Book banning in the US is inspiring educational censorship elsewhere

CENSORSHIP

BOOK BANNING is spreading at an alarming rate in school districts across the United States. PEN America recently documented more than 2,500 books that have been banned stemming across 32 different states during the 2021-22 academic year.

These bans are not isolated incidents, but part of a coordinated assault on public education that’s taking aim at the teaching of race, gender, LGBTQ+ identities and US history.

Demands to ban books in American schools is not new. But book banning now has erupted into a national movement. Coordinated and highly organised activist groups have transformed school board meetings into political battlegrounds, threatening educators and undermining the freedom to learn.

These efforts to censor books are an affront to the core principles of free expression and open inquiry that US democracy swears by. Equally worrying, however, is the fact that these patterns of attacks on public education in the US appears to be inspiring similar efforts in other countries, even though such censorship campaigns haven’t had as much success there yet.

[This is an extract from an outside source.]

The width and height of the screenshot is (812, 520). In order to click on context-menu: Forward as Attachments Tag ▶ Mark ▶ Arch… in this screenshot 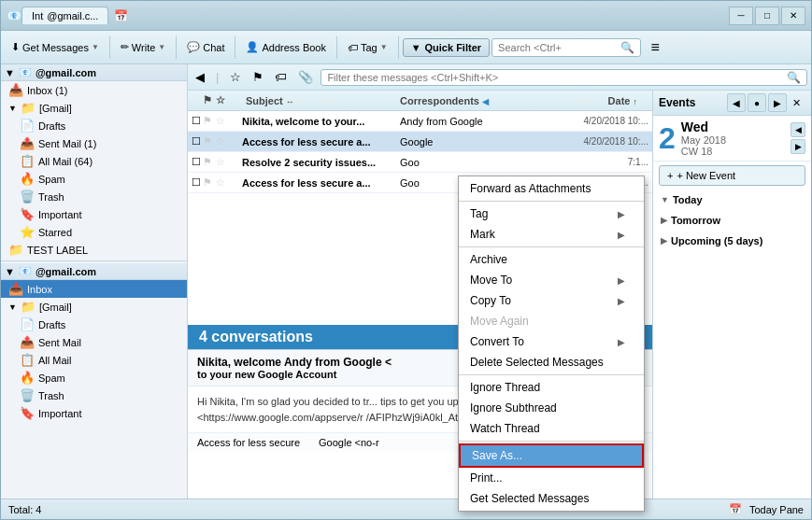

In the UK, officials are raising the spectre of critical race theory in schools – an issue that was not previously a topic of debate or concern – to try and stop the teaching of histories that explore systemic racism. That’s part of what authors have described as a mood ‘shift’ in the UK – a budding ‘culture war’ that is leading to the censorship and removal of books from school shelves. Books being removed are often children’s books that look at institutional racism, diversity and LGBTQ+ identities.

Echoes of US-based group tactics are also manifesting in Canada, with parental groups asking school boards to ban certain books – again with LGBTQ+ content – and seeking to change curricular topics that they see as being part of the teaching of critical race theory.

The book banning movement has also gained the attention of politicians. Australia’s Senate voted against the inclusion of critical race theory in the country’s school curriculum in 2021.

Of course, educational censorship laws and book bans, particularly aimed at silencing certain peoples, religions, or viewpoints, are tactics that have long been used by governments.